Apple's enterprise strategy has done a 180 over the last decade. The company that kicked off the BYOD trend now sets the pace for device manageability inside corporations.
The words "Apple in the enterprise" may inspire in long-time IT professionals emotions ranging from indifference to derision to dismissal. Those emotions are behind the times. It's true that the company's erstwhile Xserve / OS X Server, Xsan, and Xserve Raid products found little uptake in mainstream corporations outside of Apple's long-established beachheads in education and graphic design. Yet after refocusing its strategy on mobile devices in the last few years, Apple finds itself a leader in the mobile enterprise market -- to the extent that Microsoft stalwart Forrester last fall urged IT to support the Mac (the headline included the words "Hell freezes over"). Earlier this month Forrester predicted that CIOs would spend $19 billion on Apple gear in 2012, over one-quarter of the total for Wintel. And last week Forrester reported that 21 percent of enterprise workers now use one or more Apple devices for on the job.
What changed Apple's enterprise fortunes was the iPhone (in January 2007), followed by the MacBook Air (January 2008) and then the iPad (January 2010). These were devices employees were using at home and wanted to bring in to the workplace. In many companies, the requesting employee was the CEO or another denizen of the C-suite, so that IT's understandable initial reluctance to let these foreign devices onto the network was eventually overcome.
With iOS 4, released in June 2010, Apple was positioned for an all-out, device-centric assault on the enterprise -- making its products enterprise-ready and easy to integrate with existing systems out of the box. iOS 4 added robust features to allow central management of iPhones and iPads: over-the-air enrollment, configuration profiles, and the Apple Push Notification service, among others. Tellingly, Apple did not itself introduce management software, but left that to third parties. At this point more than 60 companies offer mobile device management (MDM) for iOS devices; Gartner tracked 21 of them in their 2011 Magic Quadrant report. With iOS 4 in their quiver, Apple was ready to let go of the remnants of the previous, server-centric enterprise strategy; they announced the retirement of the Xserve line in November 2010.
Most of the leading MDM vendors support a variety of devices, from iOS to Android, Blackberry, Symbian, and Windows Phone. Only Blackberry offers stronger manageability features than iOS's; Android is playing catch-up. Its Ice Cream Sandwich release finally offers some of the management functionality of iOS 4, but this version of Android is just getting out into the marketplace now. Apple improved enterprise integration still more at iOS 5 last fall.
The MDM landscape has developed sufficient complexity that service companies are emerging to help corporations with selection, installation, and training for MDM. One of these, Avema, offers an MDM buyers' guide whose recommendations largely track with Gartner's Magic Quadrant companies: AirWatch, Good Technology, MobileIron, Zenprise, and BoxTone. IBM, sponsor of this site, just announced a product and an acquisition in the MDM space.
Many corporations are now comfortable with Apple products inside the firewall. Android tablets haven't made much headway against the iPad. Windows 8 will provide some competitive pressure, but possibly not until late in 2012 or even next year. It is Apple's game to lose at this point.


Each entry needs to be reproduced exactly, with none left out.

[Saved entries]
::::::::
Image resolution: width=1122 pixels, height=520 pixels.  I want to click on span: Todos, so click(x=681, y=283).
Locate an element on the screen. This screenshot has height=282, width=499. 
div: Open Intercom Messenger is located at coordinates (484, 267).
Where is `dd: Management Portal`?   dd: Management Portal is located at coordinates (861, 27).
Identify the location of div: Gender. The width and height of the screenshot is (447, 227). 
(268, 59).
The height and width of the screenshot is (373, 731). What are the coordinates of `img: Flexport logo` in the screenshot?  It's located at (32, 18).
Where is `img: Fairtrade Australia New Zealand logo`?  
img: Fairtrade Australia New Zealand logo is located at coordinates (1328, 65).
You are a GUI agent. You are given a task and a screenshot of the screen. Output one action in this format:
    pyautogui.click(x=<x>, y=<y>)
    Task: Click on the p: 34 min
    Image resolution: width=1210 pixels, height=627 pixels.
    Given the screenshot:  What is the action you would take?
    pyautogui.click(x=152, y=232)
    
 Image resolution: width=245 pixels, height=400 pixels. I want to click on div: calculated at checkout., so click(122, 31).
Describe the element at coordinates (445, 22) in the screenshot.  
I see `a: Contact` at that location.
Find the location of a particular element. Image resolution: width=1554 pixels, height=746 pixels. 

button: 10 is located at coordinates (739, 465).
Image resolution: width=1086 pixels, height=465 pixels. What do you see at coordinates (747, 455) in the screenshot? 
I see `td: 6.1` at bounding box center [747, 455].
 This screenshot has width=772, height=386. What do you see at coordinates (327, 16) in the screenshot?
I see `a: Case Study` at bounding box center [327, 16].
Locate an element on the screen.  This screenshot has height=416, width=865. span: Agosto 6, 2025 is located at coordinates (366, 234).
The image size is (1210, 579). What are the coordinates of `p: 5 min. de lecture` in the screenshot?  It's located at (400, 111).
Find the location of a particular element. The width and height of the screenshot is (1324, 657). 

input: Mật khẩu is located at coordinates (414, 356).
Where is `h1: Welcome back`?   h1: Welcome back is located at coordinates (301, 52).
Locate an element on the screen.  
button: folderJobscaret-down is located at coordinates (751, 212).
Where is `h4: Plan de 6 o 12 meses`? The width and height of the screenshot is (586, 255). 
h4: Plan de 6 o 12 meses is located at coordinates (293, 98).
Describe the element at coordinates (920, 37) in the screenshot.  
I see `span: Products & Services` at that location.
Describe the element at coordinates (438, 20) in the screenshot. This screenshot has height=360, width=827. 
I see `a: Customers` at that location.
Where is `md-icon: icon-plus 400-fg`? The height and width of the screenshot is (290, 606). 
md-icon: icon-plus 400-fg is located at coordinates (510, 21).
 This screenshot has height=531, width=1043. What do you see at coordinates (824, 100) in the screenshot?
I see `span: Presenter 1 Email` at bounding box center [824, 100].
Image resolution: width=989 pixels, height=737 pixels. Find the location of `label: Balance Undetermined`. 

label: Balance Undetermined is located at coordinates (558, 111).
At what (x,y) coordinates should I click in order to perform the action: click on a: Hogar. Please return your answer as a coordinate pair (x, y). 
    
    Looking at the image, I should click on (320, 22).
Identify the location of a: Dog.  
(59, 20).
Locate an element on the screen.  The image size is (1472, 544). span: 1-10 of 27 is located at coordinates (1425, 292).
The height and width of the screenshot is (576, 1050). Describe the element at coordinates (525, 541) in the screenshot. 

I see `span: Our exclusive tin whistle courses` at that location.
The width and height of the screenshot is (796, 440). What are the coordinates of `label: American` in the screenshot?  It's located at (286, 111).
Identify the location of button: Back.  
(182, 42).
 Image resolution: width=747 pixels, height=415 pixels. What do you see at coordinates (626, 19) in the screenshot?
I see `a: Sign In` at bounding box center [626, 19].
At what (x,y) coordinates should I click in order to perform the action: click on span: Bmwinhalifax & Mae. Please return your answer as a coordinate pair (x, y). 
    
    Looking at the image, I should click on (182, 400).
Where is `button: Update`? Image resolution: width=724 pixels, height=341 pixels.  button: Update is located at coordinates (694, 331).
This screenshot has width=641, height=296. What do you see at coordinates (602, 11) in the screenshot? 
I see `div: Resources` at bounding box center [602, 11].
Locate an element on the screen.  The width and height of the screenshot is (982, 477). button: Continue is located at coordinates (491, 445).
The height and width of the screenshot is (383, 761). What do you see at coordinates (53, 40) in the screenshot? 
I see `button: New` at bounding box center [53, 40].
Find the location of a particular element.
::::::::
RESULT OF THIS TASK
Image resolution: width=1122 pixels, height=520 pixels.  I want to click on span: Todos, so click(x=681, y=283).
Locate an element on the screen. This screenshot has height=282, width=499. 
div: Open Intercom Messenger is located at coordinates (484, 267).
Where is `dd: Management Portal`?   dd: Management Portal is located at coordinates (861, 27).
Identify the location of div: Gender. The width and height of the screenshot is (447, 227). 
(268, 59).
The height and width of the screenshot is (373, 731). What are the coordinates of `img: Flexport logo` in the screenshot?  It's located at (32, 18).
Where is `img: Fairtrade Australia New Zealand logo`?  
img: Fairtrade Australia New Zealand logo is located at coordinates (1328, 65).
You are a GUI agent. You are given a task and a screenshot of the screen. Output one action in this format:
    pyautogui.click(x=<x>, y=<y>)
    Task: Click on the p: 34 min
    Image resolution: width=1210 pixels, height=627 pixels.
    Given the screenshot:  What is the action you would take?
    pyautogui.click(x=152, y=232)
    
 Image resolution: width=245 pixels, height=400 pixels. I want to click on div: calculated at checkout., so click(122, 31).
Describe the element at coordinates (445, 22) in the screenshot.  
I see `a: Contact` at that location.
Find the location of a particular element. Image resolution: width=1554 pixels, height=746 pixels. 

button: 10 is located at coordinates (739, 465).
Image resolution: width=1086 pixels, height=465 pixels. What do you see at coordinates (747, 455) in the screenshot? 
I see `td: 6.1` at bounding box center [747, 455].
 This screenshot has width=772, height=386. What do you see at coordinates (327, 16) in the screenshot?
I see `a: Case Study` at bounding box center [327, 16].
Locate an element on the screen.  This screenshot has height=416, width=865. span: Agosto 6, 2025 is located at coordinates (366, 234).
The image size is (1210, 579). What are the coordinates of `p: 5 min. de lecture` in the screenshot?  It's located at (400, 111).
Find the location of a particular element. The width and height of the screenshot is (1324, 657). 

input: Mật khẩu is located at coordinates (414, 356).
Where is `h1: Welcome back`?   h1: Welcome back is located at coordinates (301, 52).
Locate an element on the screen.  
button: folderJobscaret-down is located at coordinates (751, 212).
Where is `h4: Plan de 6 o 12 meses`? The width and height of the screenshot is (586, 255). 
h4: Plan de 6 o 12 meses is located at coordinates (293, 98).
Describe the element at coordinates (920, 37) in the screenshot.  
I see `span: Products & Services` at that location.
Describe the element at coordinates (438, 20) in the screenshot. This screenshot has height=360, width=827. 
I see `a: Customers` at that location.
Where is `md-icon: icon-plus 400-fg`? The height and width of the screenshot is (290, 606). 
md-icon: icon-plus 400-fg is located at coordinates (510, 21).
 This screenshot has height=531, width=1043. What do you see at coordinates (824, 100) in the screenshot?
I see `span: Presenter 1 Email` at bounding box center [824, 100].
Image resolution: width=989 pixels, height=737 pixels. Find the location of `label: Balance Undetermined`. 

label: Balance Undetermined is located at coordinates (558, 111).
At what (x,y) coordinates should I click in order to perform the action: click on a: Hogar. Please return your answer as a coordinate pair (x, y). 
    
    Looking at the image, I should click on (320, 22).
Identify the location of a: Dog.  
(59, 20).
Locate an element on the screen.  The image size is (1472, 544). span: 1-10 of 27 is located at coordinates (1425, 292).
The height and width of the screenshot is (576, 1050). Describe the element at coordinates (525, 541) in the screenshot. 

I see `span: Our exclusive tin whistle courses` at that location.
The width and height of the screenshot is (796, 440). What are the coordinates of `label: American` in the screenshot?  It's located at (286, 111).
Identify the location of button: Back.  
(182, 42).
 Image resolution: width=747 pixels, height=415 pixels. What do you see at coordinates (626, 19) in the screenshot?
I see `a: Sign In` at bounding box center [626, 19].
At what (x,y) coordinates should I click in order to perform the action: click on span: Bmwinhalifax & Mae. Please return your answer as a coordinate pair (x, y). 
    
    Looking at the image, I should click on (182, 400).
Where is `button: Update`? Image resolution: width=724 pixels, height=341 pixels.  button: Update is located at coordinates (694, 331).
This screenshot has width=641, height=296. What do you see at coordinates (602, 11) in the screenshot? 
I see `div: Resources` at bounding box center [602, 11].
Locate an element on the screen.  The width and height of the screenshot is (982, 477). button: Continue is located at coordinates (491, 445).
The height and width of the screenshot is (383, 761). What do you see at coordinates (53, 40) in the screenshot? 
I see `button: New` at bounding box center [53, 40].
Find the location of a particular element.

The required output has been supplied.